Letter 15.3

Marcus Tullius CiceroMarcus Porcius Cato|c. 47 BC|Cicero|From Rome|To Rome|AI-assisted

Envoys sent to me by Antiochus of Commagene came to the camp at Iconium on August 28. They reported that the son of the Parthian king, whose wife was the sister of the Armenian king, had reached the Euphrates with a very large Parthian force and a great host of other peoples besides; that he had actually begun crossing the river; and that the Armenian king was said to be preparing a raid on Cappadocia.

Because of our close friendship, I thought I ought to write and tell you this news. I have sent no public dispatch for two reasons. First, the envoys said that the king of Commagene had immediately sent messengers and a dispatch to the senate. Second, I believed that Marcus Bibulus, proconsul of Syria, who sailed there from Ephesus around August 13 with a favorable wind, had by now reached his province, and I thought the senate would certainly receive more definite information on every point from his dispatch.
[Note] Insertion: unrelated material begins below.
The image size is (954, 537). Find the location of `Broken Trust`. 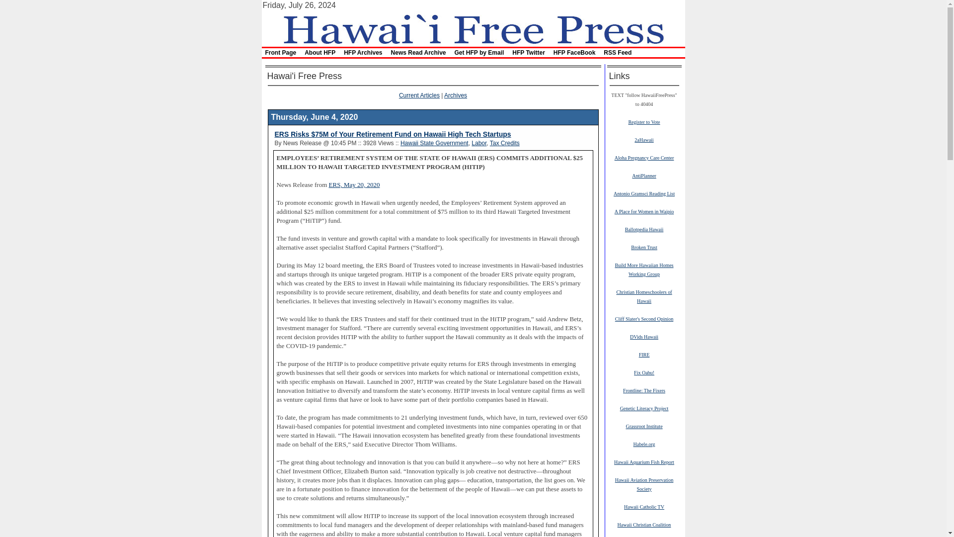

Broken Trust is located at coordinates (644, 247).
For my part, considering the circumstances and the gravity of the war, my chief concern is to hold, through my own fairness and integrity and through the loyalty of our allies, what I can scarcely hope to hold through the size of my forces or the strength of my resources.
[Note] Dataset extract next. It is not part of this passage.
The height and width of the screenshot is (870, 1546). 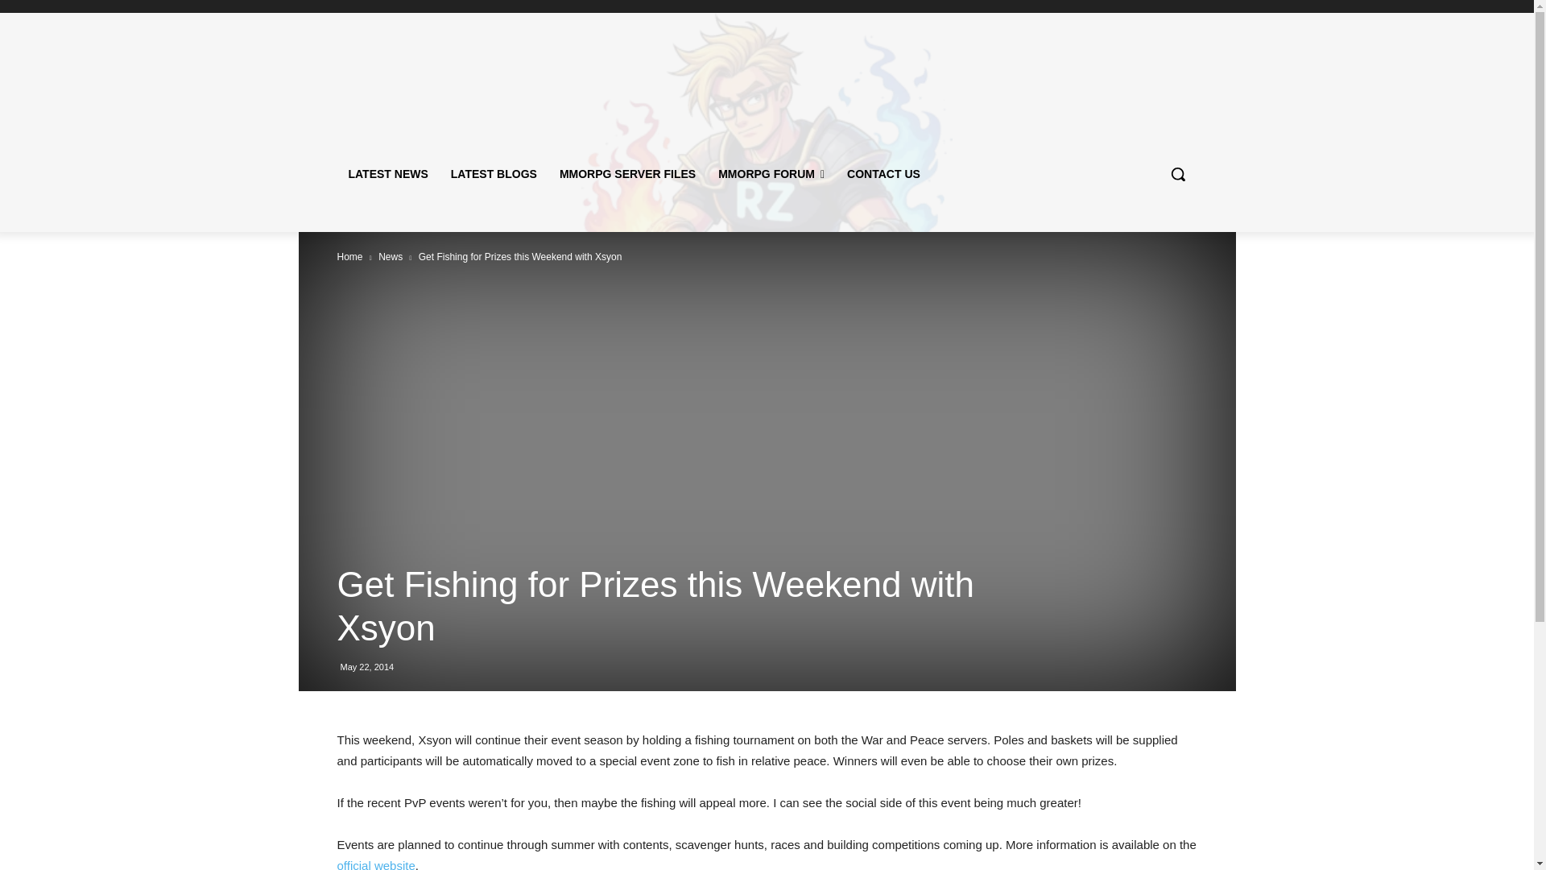 I want to click on Xsyon, so click(x=375, y=863).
I ask you, for your part, to continue your usual affection for me and your defense of me while I am absent.

AI-assisted translation - This translation was produced with AI assistance and has not been peer-reviewed. See the 19th-century translation or original Latin/Greek below for scholarly use.

Latin / Greek Original

III. Scr. in castris ad Iconium III. Kal. Sept. a.u.c. 703. M. CICERO S. D. M. CATONI.
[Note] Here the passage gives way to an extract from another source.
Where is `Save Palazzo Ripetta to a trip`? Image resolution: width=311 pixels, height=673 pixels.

Cum ad me legati missi ab Antiocho Commageno venissent in castra ad Iconium a. d. III Kal. Sept. iique mihi nuntiasset regis Parthorum filium, quocum esset nupta regis Armeniorum soror, ad Euphratem cum maximis Parthorum copiis multarumque praeterea gentium magna manu venisse Euphratemque iam transire coepisse dicique Armenium regem in Cappadociam impetum esse facturum, putavi pro nostra necessitudine me haec ad te scribere oportere. Publice propter duas causas nihil scripsi, quod et ipsum Commagenum legati dicebant ad senatum statim nuntios litterasque misisse et existimabam M. Bibulum procos.—qui circiter Idus Sext. ab Epheso in Syriam navibus profectus erat—, quod secundos ventos habuisset, iam in provinciam suam pervenisse, cuius litteris omnia certiora perlatum iri ad senatum putabam. Mihi, ut in eiusmodi re tantoque bello, maximae curae est, ut, quae copiis et opibus tenere vix possumus, ea mansuetudine et continentia nostra, sociorum fidelitate tueamur. Tu velim, ut consuesti, nos absentes diligas et defendas.

Revision history

  1. 2026-05-27v2.2.34-import

    Initial corpus import from modern cicero familiares book15 batch1 source aligned v1.